April 18, 2026

250 hectares of dragon fruit could reshape Northland farming by 2030

Aerial view of a dragon fruit plantation with blooming flowers amidst tropical palm trees, capturing rural beauty.

Ten years in the lab, now heading for the orchard

Most people think of dragon fruit as a Southeast Asian commodity. Vietnam alone ships to over 60 countries, and the global industry is worth USD $1.2 billion, growing at 4.5% annually. New Zealand has no business competing on volume in that market. But it might not need to.

Plant & Food Research has spent over a decade collaborating with Vietnam’s Southern Horticultural Research Institute, producing three new canker-tolerant cultivars with improved flavour, colour, and texture. Canker disease has devastated plantations in several countries, and these are believed to be the first canker-tolerant varieties to reach commercialisation. VentureFruit holds exclusive global commercialisation rights and is targeting 250 hectares planted by 2030, with consumer product expected by 2027.

That timeline is aggressive. It is also, given Northland’s climate trajectory, arguably not aggressive enough.

The climate is already doing the work

The Northland Regional Council’s Future Foods analysis lays out the numbers plainly. The region is projected to be up to 1.1°C warmer by 2040 and up to 3.1°C warmer by 2090, with fewer frosts and 13 to 75 extra growing days above 25°C per year by 2090. Dragon fruit, bananas, cherimoya, and pineapple are all flagged as viable future crops. The council estimates banana domestic market potential alone at $140 million per year.

Northland already grows avocados, feijoas, passionfruit, and tamarillos commercially. Dragon fruit extends that base into higher-value territory. A pilot trial at Plant & Food Research’s Kerikeri site, established in 2020, has demonstrated the crop can handle the region’s conditions using raised mounds, large pots, and tunnel cover systems. Researchers have also developed a new T-bar growing system with the potential to double yield compared to traditional methods.

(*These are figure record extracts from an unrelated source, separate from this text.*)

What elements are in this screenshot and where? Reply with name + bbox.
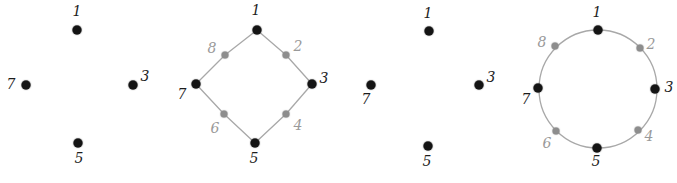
node-dot-6[interactable] (553, 128, 560, 135)
edge-8-1 (225, 30, 257, 55)
node-label-4: 4 (645, 129, 654, 143)
node-label-8: 8 (538, 35, 547, 49)
node-dot-1[interactable] (594, 26, 603, 35)
node-label-5: 5 (250, 151, 259, 165)
edge-3-4 (286, 84, 312, 114)
node-label-7: 7 (7, 77, 16, 91)
node-label-1: 1 (73, 4, 82, 18)
node-dot-8[interactable] (552, 43, 559, 50)
node-dot-2[interactable] (637, 45, 644, 52)
edge-1-2 (257, 30, 286, 55)
edge-7-8 (196, 55, 225, 84)
node-label-5: 5 (75, 151, 84, 165)
node-dot-7[interactable] (22, 81, 31, 90)
node-label-1: 1 (593, 5, 602, 19)
node-label-1: 1 (424, 6, 433, 20)
panel-circle-eight-points: 12345678 (510, 0, 677, 183)
node-dot-4[interactable] (283, 111, 290, 118)
node-dot-8[interactable] (222, 52, 229, 59)
node-dot-7[interactable] (534, 84, 543, 93)
node-label-6: 6 (211, 121, 220, 135)
edge-5-6 (224, 114, 255, 143)
node-dot-1[interactable] (425, 27, 434, 36)
node-label-5: 5 (423, 154, 432, 168)
node-dot-3[interactable] (129, 81, 138, 90)
figure-canvas: 135712345678135712345678 (0, 0, 677, 183)
node-label-5: 5 (592, 154, 601, 168)
node-dot-2[interactable] (283, 52, 290, 59)
node-dot-3[interactable] (651, 85, 660, 94)
node-label-6: 6 (543, 136, 552, 150)
node-dot-5[interactable] (593, 144, 602, 153)
node-label-3: 3 (320, 71, 329, 85)
node-label-8: 8 (208, 41, 217, 55)
panel-four-dots-left: 1357 (0, 0, 165, 183)
node-label-7: 7 (362, 92, 371, 106)
panel-diamond-eight-points: 12345678 (165, 0, 345, 183)
node-dot-4[interactable] (635, 127, 642, 134)
panel-four-dots-right: 1357 (345, 0, 510, 183)
node-label-7: 7 (522, 92, 531, 106)
node-dot-5[interactable] (74, 139, 83, 148)
node-dot-7[interactable] (367, 81, 376, 90)
edge-6-7 (196, 84, 224, 114)
node-dot-5[interactable] (251, 139, 260, 148)
node-label-7: 7 (178, 87, 187, 101)
node-dot-6[interactable] (221, 111, 228, 118)
node-dot-1[interactable] (73, 26, 82, 35)
node-label-3: 3 (487, 70, 496, 84)
node-dot-3[interactable] (308, 80, 317, 89)
node-dot-5[interactable] (424, 142, 433, 151)
node-dot-7[interactable] (192, 80, 201, 89)
edge-4-5 (255, 114, 286, 143)
node-label-1: 1 (252, 3, 261, 17)
node-label-3: 3 (141, 69, 150, 83)
node-label-4: 4 (294, 118, 303, 132)
node-label-2: 2 (647, 37, 656, 51)
node-dot-3[interactable] (475, 81, 484, 90)
node-label-3: 3 (665, 80, 674, 94)
node-dot-1[interactable] (253, 26, 262, 35)
node-label-2: 2 (294, 39, 303, 53)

The Zespri playbook is the whole thesis

Nobody involved pretends New Zealand can compete with Vietnam on price. The play is premium, proprietary, and controlled. Dr Michael Lay-Yee of Plant & Food Research has pointed to Zespri’s integrated operating model as the template for maintaining margins and preventing commoditisation. The NZ Herald framed the opportunity in similar terms, noting the chance for proprietary cultivars to underpin a controlled production model where all parties in the supply chain benefit.

The flavour gap gives NZ genuine differentiation. Dr Lay-Yee described standard varieties as “probably a bit bland for the western palate”. The new cultivars address that directly. And dragon fruit’s processing versatility strengthens the case further: it contains antioxidants and prebiotic fibre, can be processed into energy bars and ice cream, and by-products have pharmaceutical applications.

Dr Satish Kumar, Principal Scientist at Plant & Food Research, also noted a structural advantage: new dragon fruit cultivars can be identified in about 8 years, compared to 15 years for apples and pears. That faster iteration cycle means NZ can stay ahead of competitors if it commits to the programme.

What the optimism is glossing over

Morgan Rogers, General Manager at VentureFruit Global, is candid that dragon fruit is “largely seen as a commodity product” internationally. Kate James, VentureFruit’s Business Development Manager, acknowledges that “international trade in dragon fruit is still considered to be in the niche and novelty category” with unresolved storage, shipping, and market access challenges.

On the ground, the December 2024 Tuputupu Grow Northland report is the most honest assessment available. Luke Beehre, the programme’s lead, acknowledged that “knowledge is fragmented and greater collaboration is required to accelerate best practice” in Northland’s protected cropping sector. Capital investment requirements, reliable water supply, and pest management are all identified as barriers to scale.

Then there is the finance gap. Protected cropping infrastructure requires significant upfront capital, and there is no indication that rural lending products or government support programmes are calibrated for subtropical crop diversification. Growers looking at tunnels, irrigation, and new growing systems face a familiar problem: the opportunity is visible, but the capital pathway to reach it is not.

Early movers will capture the margin, or wear the risk

The pattern here is one New Zealand horticulture has seen before. Zespri’s SunGold kiwifruit created extraordinary value for early adopters who committed capital before the model was proven at scale. The same dynamic is now forming around dragon fruit, with one critical difference: the climate signals driving this shift are not optional. Northland’s growing conditions are changing whether growers diversify or not.

Beehre framed protected cropping as “the door for Northland growers to do things we simply couldn’t do before”. That door is open. The question is whether policy settings, lending frameworks, and industry coordination can move fast enough to let growers walk through it before the window narrows. Right now, the gap between the commercial opportunity and the infrastructure to capture it is the biggest risk on the table.